Lady Knob-Kerrick sailed into the room, her head held high in supercilious superiority. Following her came her companion, Miss Strint, who had carried self-suppression and toadyism to the point of inspiration. Immediately behind came John, Lady Knob-Kerrick's footman, bearing before him the illuminated address, the purse containing fifty Treasury pound notes, and the silver-mounted hot-water bottle.
Bindle started clapping vigorously. Two or three other guests followed suit; but the look Lady Knob-Kerrick cast about her proved to them conclusively that Bindle had done the wrong thing.

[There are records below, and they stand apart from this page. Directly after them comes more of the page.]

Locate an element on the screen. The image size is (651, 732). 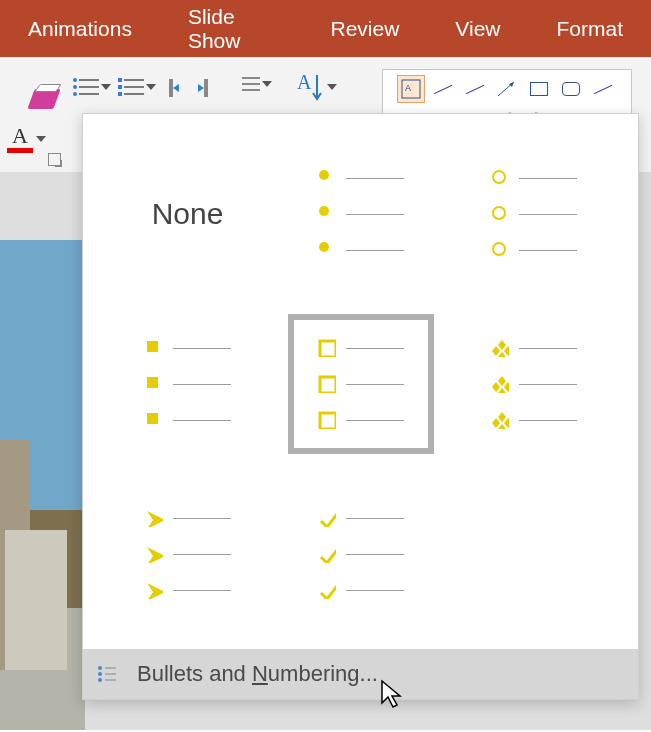
tab-review: Review is located at coordinates (364, 29).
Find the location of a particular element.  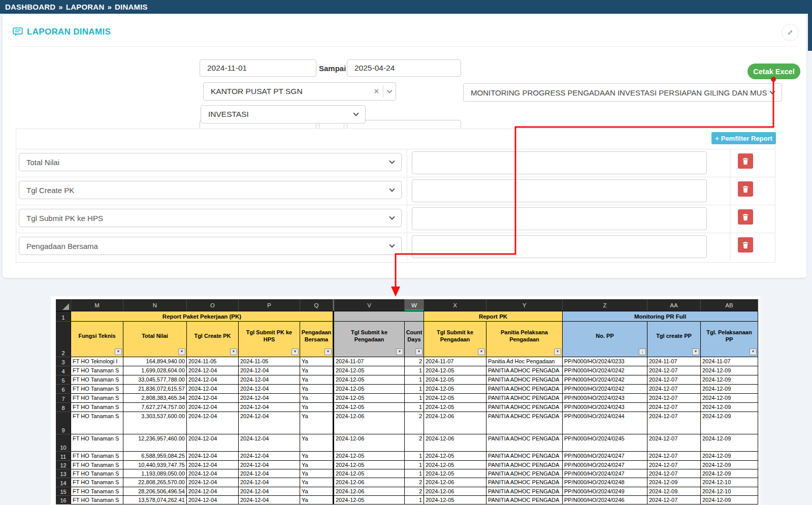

"It is most kind of your ladyship to come." Mr. Hearty fussed about Lady Knob-Kerrick, walking deprecatingly upon his toes. She appeared entirely oblivious of his presence. He turned towards the harmonium and made frantic signals to the leader of the glee-party. Suddenly the quartette broke into song, every word ringing out clearly and distinctly:
There's the blue eye and the brown eye, the grave eye and the sad,
There's the pink eye and the green eye and the eye that's rolling mad;
But of all the eyes that eye me, be they merciful or bad,
The eye that I would choose is what they call "The Glad."
THE GLAD EYE.
The last line was rolled out sonorously by the bass.
The company looked at one another in amazement. Lady Knob-Kerrick, scarlet with rage, glared through her lorgnettes at the singers and then at Mr. Hearty, who from where he stood petrified gazed wonderingtly at the glee-party. Mrs. Bindle, with great presence of mind, moved swiftly across the room, and caught the falsetto by the lapel of the coat just as he had opened his mouth to begin his solo verse, dealing with the knowledge acquired by a flapper from the country in the course of a fortnight's holiday in London. Mrs. Bindle made it clear to the leader that as far as the Alton Road Chapel was concerned he was indulging in an optical delusion.